The shortage of cash due to demonetisation could result in a drastic slowdown in GDP growth for 2016-17 to 3.5 per cent from an earlier projection of 6.8 per cent, according to an Ambit Capital report.
The report predicted that the second half of this financial year will see a GDP growth of only 0.5 per cent, down from the 6.4 per cent forecast by Ambit in the first half of the year.

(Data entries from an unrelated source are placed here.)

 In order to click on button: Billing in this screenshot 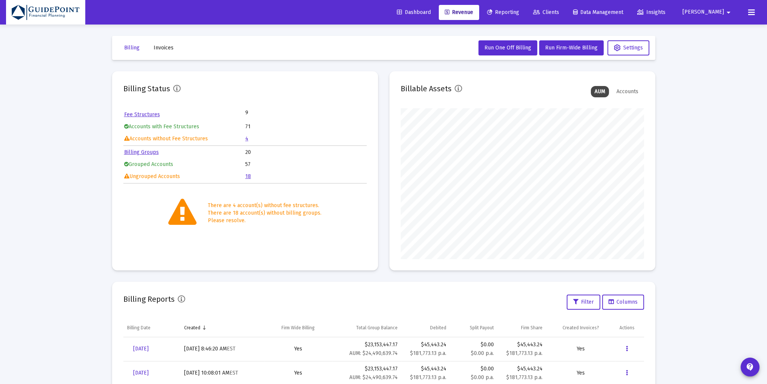, I will do `click(132, 48)`.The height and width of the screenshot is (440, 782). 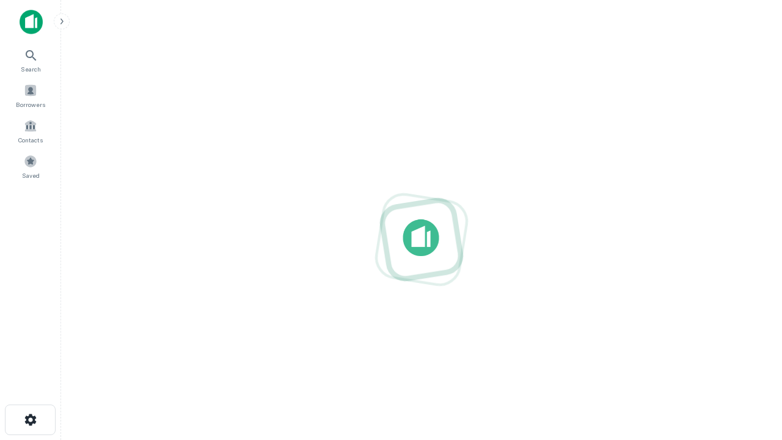 What do you see at coordinates (31, 22) in the screenshot?
I see `img: capitalize-icon.png` at bounding box center [31, 22].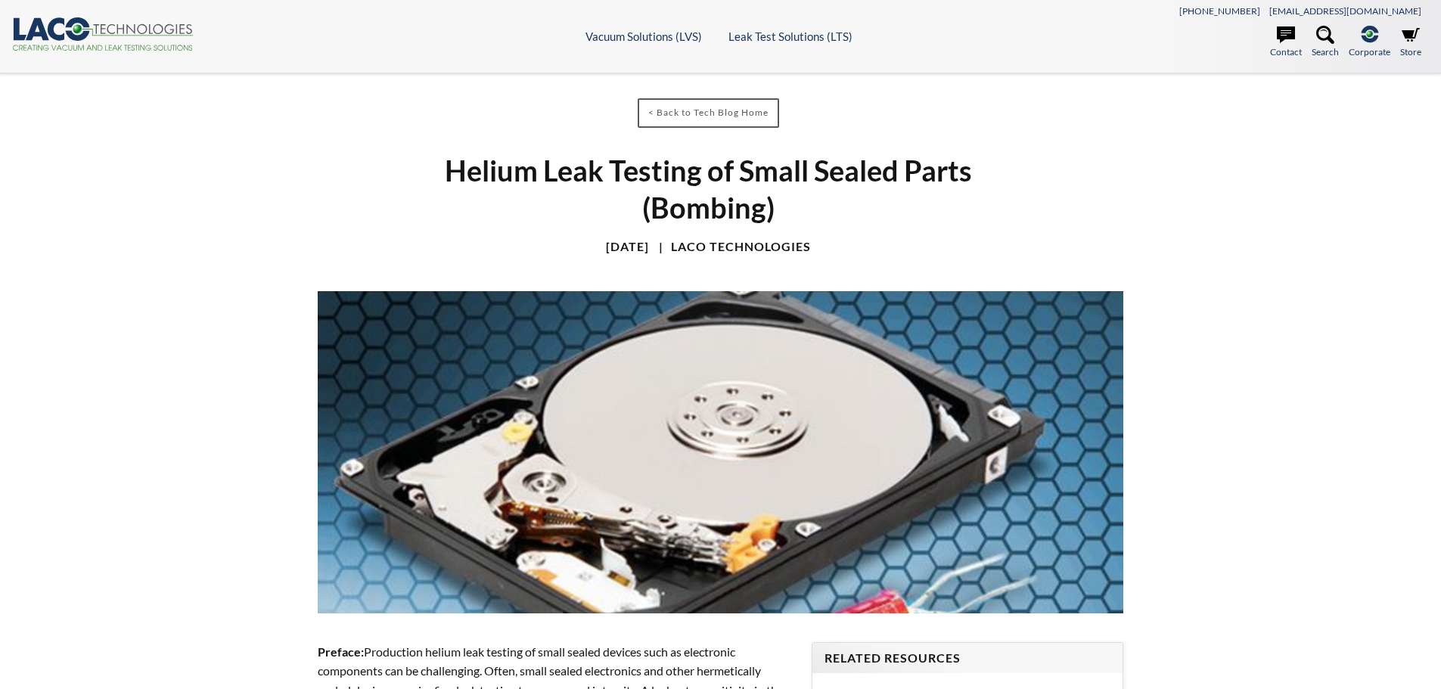 The height and width of the screenshot is (689, 1441). I want to click on span: Corporate, so click(1369, 51).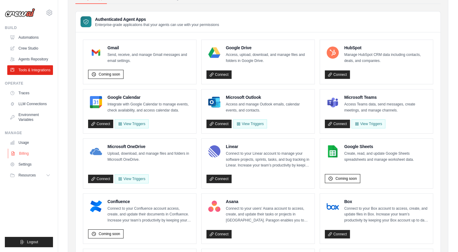 The image size is (458, 252). Describe the element at coordinates (333, 152) in the screenshot. I see `img: Google Sheets Logo` at that location.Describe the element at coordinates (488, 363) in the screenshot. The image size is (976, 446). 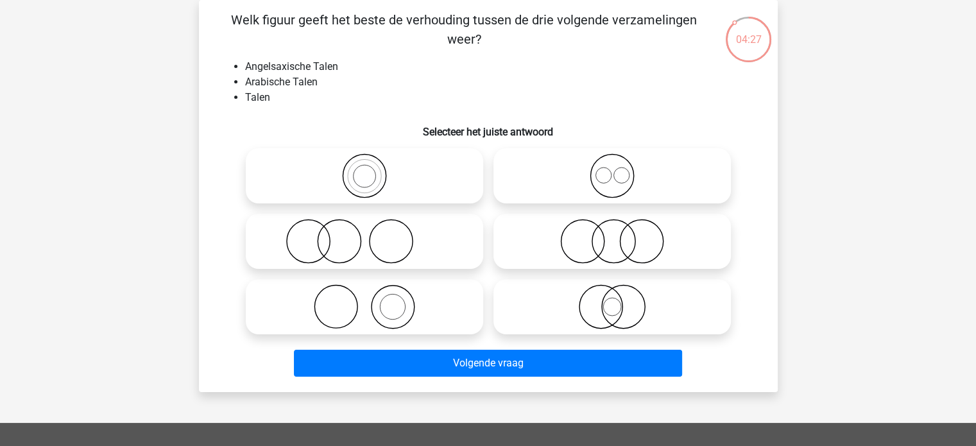
I see `button: Volgende vraag` at that location.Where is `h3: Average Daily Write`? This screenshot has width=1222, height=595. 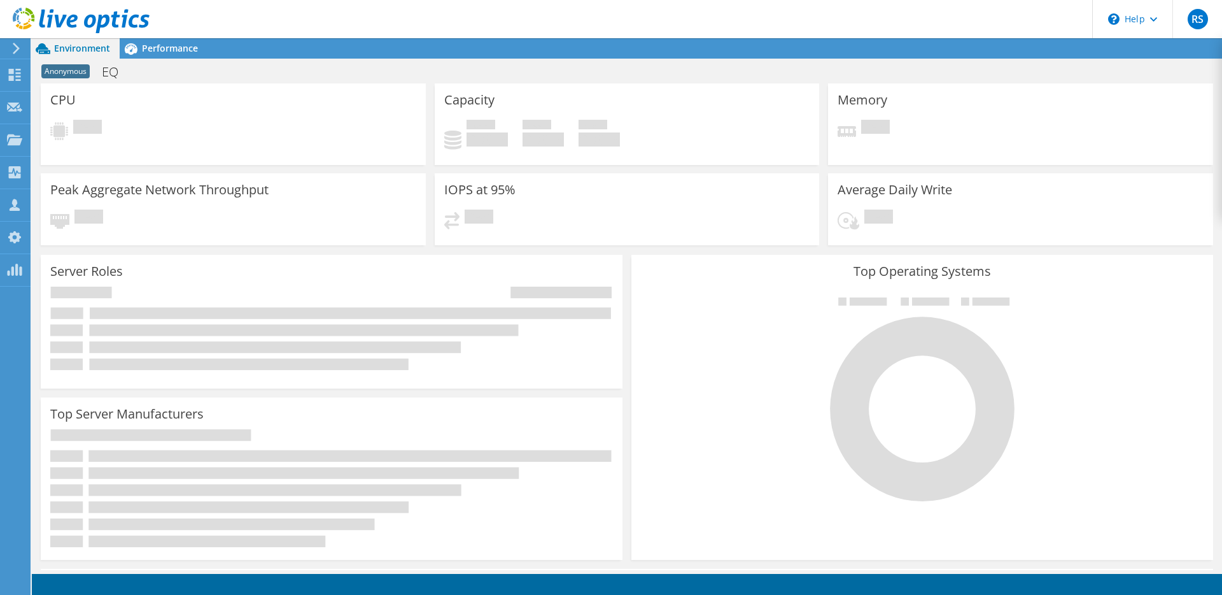 h3: Average Daily Write is located at coordinates (895, 190).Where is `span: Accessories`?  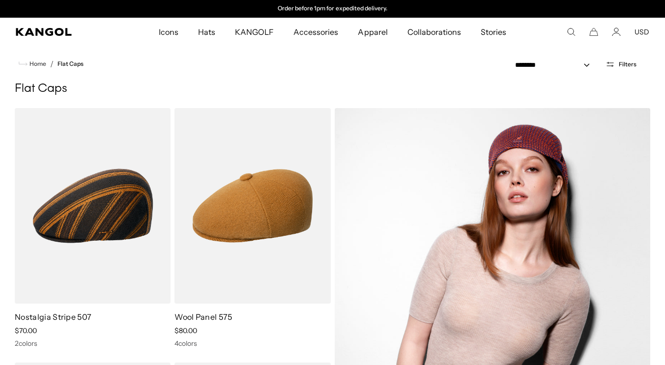 span: Accessories is located at coordinates (316, 32).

Official estimates for the first quarter of the year pegged the GDP growth at 7.1 per cent, the slowest in six quarters.
However, the government has been optimistic of clocking higher growth in 2016-17 than the 7.6 per cent recorded in 2015-16. “(One effect of demonetisation) will be the transactional hit created by a hard cash deficit as banks are unable to replace the demonetised cash expeditiously,” the report’s authors wrote, noting that this is bound to have a paralysing effect on economic activity in the short run.
Lingering impact
The report predicts that GDP growth in 2017-18 will also be affected by demonetisation, slowing to 5.8 per cent from an earlier estimate of 7.3 per cent.
Ambit also said that demonetisation could result in small businesses in the informal sector becoming unviable. It added that the effect on the real estate sector could also be severe based on its estimate that 30-40 per cent of the value of purchases take place using black money.
“(The third effect) is likely to be a structural boost to tax-paying businesses in the formal sector which are able to capture the market share vacated by the informal sector,” according to the report.
There could also be a detrimental effect on the Sensex, Ambit said, adding that it had scrapped its March 2017 Sensex target of 29,500 and was instead predicting a target of 29,000 for March 2018. One positive effect of demonetisation could be on interest rates. Ambit predicts the RBI will cut interest rates by 25-50 basis points in the second half of this year.